الضغوط الاقتصادية ومعادلة الاستقرار في منطقة الشرق الأوسط وشمال أفريقيا

The Middle East and North Africa entered the final quarter of 2025 with a mixed economic picture. Growth across the region improved modestly, with the World Bank projecting GDP expansion of 2.8 per cent for the year, up from 2.3 per cent in 2024. The IMF offered a slightly more optimistic assessment, forecasting 3.2 per cent growth across the broader MENAAP grouping. Yet these headline figures concealed a widening gap between countries with the resources to invest in structural change and those trapped in cycles of debt, conflict and institutional weakness.

The divergence between Gulf economies and the rest of the region has become a defining feature of MENA’s economic landscape. Gulf Cooperation Council states posted stronger growth than anticipated, driven by the gradual rollback of OPEC+ production cuts and robust expansion in non-oil sectors. Saudi Arabia continued to channel investment into tourism, technology and industrial development under its Vision 2030 programme. The UAE maintained momentum through construction, logistics and financial services. These economies benefited from large sovereign wealth funds, relatively young populations and the political capacity to direct capital toward long-term priorities.

Debt, Inflation and the Limits of Reform

Outside the Gulf, the picture was considerably more fragile. The World Bank estimated that MENA’s average debt-to-GDP ratio had climbed to approximately 60 per cent, limiting governments’ ability to respond to economic shocks or fund social programmes. For oil-importing states in particular, the combination of high debt, elevated food and energy costs, and limited fiscal space created persistent pressure on household living standards.

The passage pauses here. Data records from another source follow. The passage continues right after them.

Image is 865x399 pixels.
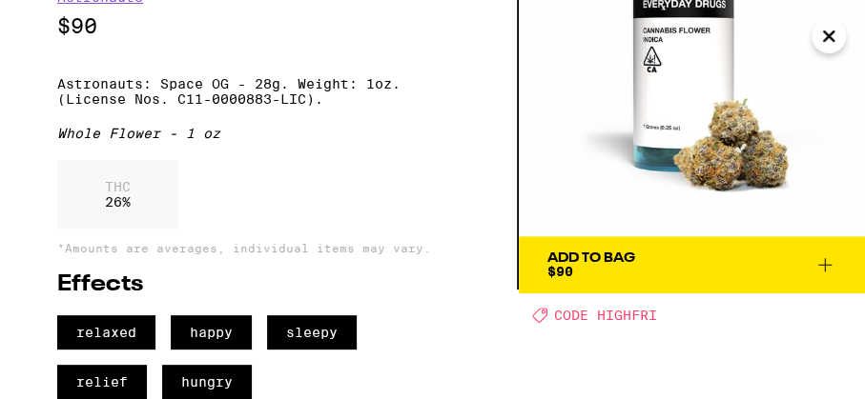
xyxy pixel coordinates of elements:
[267,316,357,350] span: sleepy
[519,236,865,294] button: Add To Bag$90
[171,316,252,350] span: happy
[57,316,155,350] span: relaxed
[57,242,459,255] p: *Amounts are averages, individual items may vary.
[554,308,657,323] span: CODE HIGHFRI
[105,179,131,194] p: THC
[57,126,459,141] div: Whole Flower - 1 oz
[11,13,137,29] span: Hi. Need any help?
[57,76,459,107] p: Astronauts: Space OG - 28g. Weight: 1oz. (License Nos. C11-0000883-LIC).
[57,160,178,229] div: 26 %
[811,19,846,53] button: Close
[57,14,459,38] p: $90
[547,264,573,279] span: $90
[57,365,147,399] span: relief
[162,365,252,399] span: hungry
[547,252,635,265] div: Add To Bag
[57,274,459,296] h2: Effects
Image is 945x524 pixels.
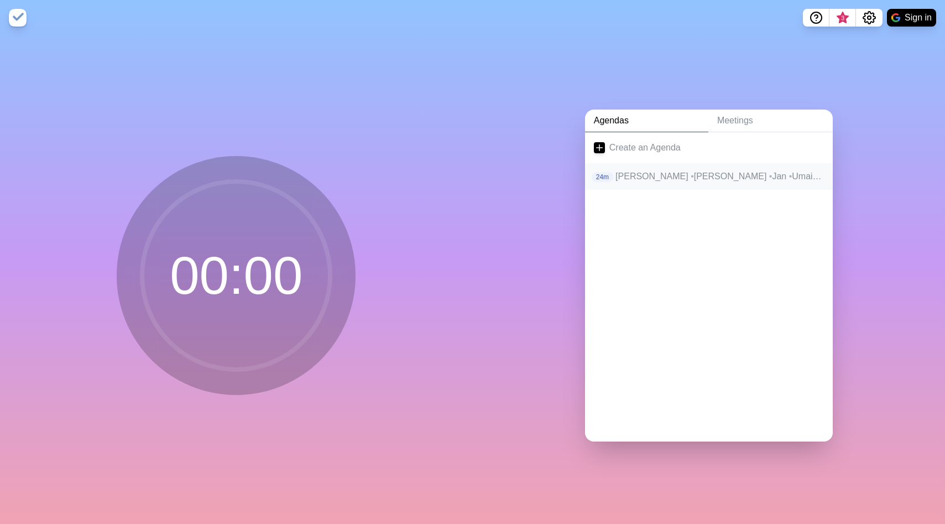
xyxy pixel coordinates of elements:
[9,9,27,27] img: timeblocks logo
[585,132,833,163] a: Create an Agenda
[856,9,883,27] button: Settings
[887,9,936,27] button: Sign in
[830,9,856,27] button: What’s new
[892,13,900,22] img: google logo
[709,110,833,132] a: Meetings
[592,172,613,182] p: 24m
[616,170,824,183] p: [PERSON_NAME] [PERSON_NAME] Jan Umair Micha Lea [PERSON_NAME] [PERSON_NAME]
[585,110,709,132] a: Agendas
[769,171,773,181] span: •
[789,171,793,181] span: •
[803,9,830,27] button: Help
[691,171,694,181] span: •
[839,14,847,23] span: 3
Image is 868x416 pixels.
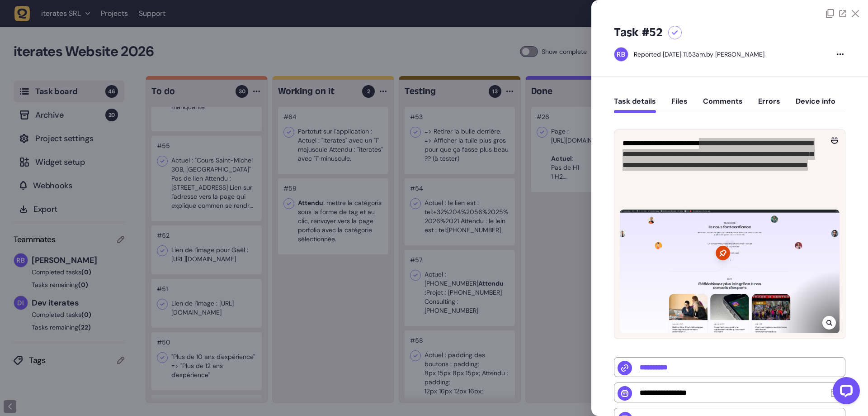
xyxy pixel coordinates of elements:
[614,25,663,40] h5: Task #52
[615,48,628,61] img: Rodolphe Balay
[634,50,706,58] div: Reported [DATE] 11.53am,
[614,97,656,113] button: Task details
[758,97,780,113] button: Errors
[826,373,864,411] iframe: LiveChat chat widget
[796,97,836,113] button: Device info
[672,97,687,113] button: Files
[634,50,764,59] div: by [PERSON_NAME]
[703,97,743,113] button: Comments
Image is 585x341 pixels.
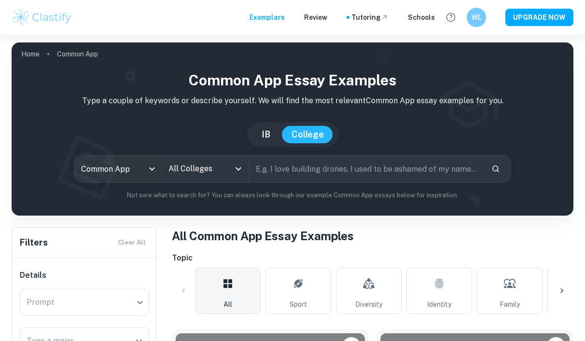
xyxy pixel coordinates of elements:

Inflation remained a significant concern across much of the region. While the IMF projected MENAAP inflation to ease gradually, reaching around 11 per cent by the end of the decade, price pressures in 2025 continued to strain consumers in Egypt, Tunisia, Yemen and other vulnerable economies. Rising food costs, driven partly by disrupted supply chains and climate-related agricultural losses, compounded the difficulties facing lower-income populations.

Egypt, the region’s most populous country, projected growth of approximately 3.8 per cent for the fiscal year, supported by infrastructure investment and stabilising exports. Morocco posted solid expansion of around 3.4 per cent on the back of industrial diversification and improved agricultural output. Both countries demonstrated that reform could yield results, but each faced constraints that limited the pace of change. Egypt’s subsidy regime and foreign currency pressures persisted, while Morocco’s growth remained vulnerable to drought and external demand.

Conflict as an Economic Multiplier

Conflict continued to function as the single most destructive force acting on MENA economies. The World Bank estimated that economies directly affected by conflict, including Sudan, Yemen, Lebanon and the Palestinian territories, suffered an average GDP loss of roughly 15 per cent in 2024. These losses rippled outward through displaced populations, disrupted trade routes and diminished investor confidence.

Sudan’s civil war devastated agricultural production and severed internal trade networks, contributing to one of the world’s most severe food security emergencies. Yemen’s economy contracted for the third consecutive year, with the Houthi blockade on oil exports choking government revenues. In Gaza, destruction of physical infrastructure and the near-total collapse of economic activity created conditions that will take decades to reverse. Lebanon, while experiencing a fragile stabilisation after years of financial crisis, remained constrained by institutional paralysis and the lingering effects of the 2020 port explosion and banking sector collapse.

The IMF noted that over 160 million people across MENA lived in conflict-affected economies, and that in 2024 alone, 36 million were in close proximity to active conflict events. Post-conflict recovery in the region has historically been slower and more fragile than in other parts of the world, with only about one-third of recovery episodes achieving a return to pre-conflict economic trajectories within five years.

Trade Uncertainty and External Pressures

Global trade dynamics added another layer of uncertainty in 2025. Changes to United States tariff policy earlier in the year raised concerns about indirect effects on MENA economies, particularly through weaker global demand, tighter financial conditions and reduced remittance flows. While direct trade exposure to the US remained limited for most MENA states, the second-order consequences of slower global growth had the potential to erode the modest gains recorded in the region.

The Private Sector Gap

The World Bank’s April 2025 economic update focused specifically on the weakness of MENA’s private sector as a constraint on growth. The report found that labour productivity had been declining across many countries, that few firms invested meaningfully in innovation, and that a persistent divide separated a small formal sector from a large informal economy. Female participation in the workforce remained the lowest of any region globally, with only one in five working-age women economically active.

For policymakers across the region, the message from 2025 was consistent. Growth remained possible, but it required deeper institutional reform, greater private sector dynamism and sustained investment in human capital. Without these, the region’s demographic pressures risked becoming a source of instability rather than a driver of prosperity.